The day before I left for my trip to the Southern Highlands I had a negative experience:
At noon I drove through Oysterday from Saint Peter's Church in Dar Es Salaam, and came to the zebra crossing, where I halted my car when I saw that the children were about to cross; the children noticed it, but looked no further. In fact they often cross along the whole distance, not paying attention to the zebra crossing. I sat in my car and waited for the long line of children to cross, when a pick-up approached the zebra crossing from the opposite direction. At full speed. I was automatically assuming he'd stop, after all there are children all over the road. And me. But the freak didn't! He didn't even lower his speed, but navigated right through the line of children while the pick-up lingers from side to side. It leaves me with three seconds to imagine what will happen when his car hits mine: I thought that I probably won't die, but that I might break something and get bruises.
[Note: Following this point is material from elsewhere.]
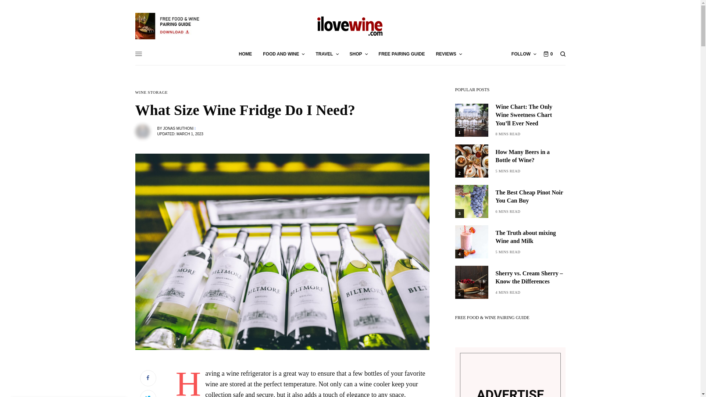 The image size is (706, 397). I want to click on I Love Wine, so click(350, 26).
I thought of the fact that my car stands still, and that it is constructed with a special steel frame which should minimize the risk in head on crashes. I calculated that he'll hit my most vulnerable side, my door. I thought of the cars of colleagues, left as wrecks in our compund; colleagues who have had their cars smashed, and I think that if they made it without injuries, so will I.
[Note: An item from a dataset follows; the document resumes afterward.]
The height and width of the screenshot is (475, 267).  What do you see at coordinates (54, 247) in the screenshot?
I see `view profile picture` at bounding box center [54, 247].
But he didn't hit me. Somehow the maniac managed to get his car straight and pass mine with less of a metre. It was so close. My heart went ballistic. I started to shake. Clutch, speeder, come on, go on, get out of here. And take it fucking easy. I kept thinking that this was so incredibly unnecessary, and would have been bloody unbearable had he hit the children or me for no reason, but him being an idiot.
Secondly, I get the feeling, which I also had when I experienced a similar thing on Jinja Road in Uganda back in 2006; I want to face the driver, make him understand the consequences, and then rip off his private parts with a slow panga. Rather primal, but I guess that is exactly what fear and anger is. Sometimes it seems that drivers in Africa operate at only one end of the scale; fearless. Had Freud been born put on a daladala in Africa, I bet the psycho analysis had looked very different.
I'm sure I could entertain a Danish psychotherapist for several sessions on this topic. Traffic is the thing I fear the most, and what makes me the most angry in this place. Here, everyone has experienced something similar, and they will take your story as an invitation to tell theirs before you finish. Or they will share morbid jokes. All to make a convenient distance. I do that, too.
We all want it out, and make it go away. I think we all fear that the experiences will corrupt us; make us cynical. I know, if an experience like this stays with me, I'm fucked if I still wanna drive in Africa. For me it is all about the balance of not forgetting the fear, but even it out with a realistic approach to driving. For me it works to write it out of my system.
On my way back from Njombe a traffic police officer stopped me, and asked me to give him a lift, as there had been an accident ahead. Sure. Two cars crashed head on, and people rushed to hospital. 50 bystanders watching the scene. Some two hours later on the road to Iringa I met a similar accident. And in the Baobab Valley a big truck. lying down, blocked the road.
No, I'm never getting used to the fact that life and death travels closely together on this continent.
Safari njema, the Tanzanians say. Travel safely. I wish!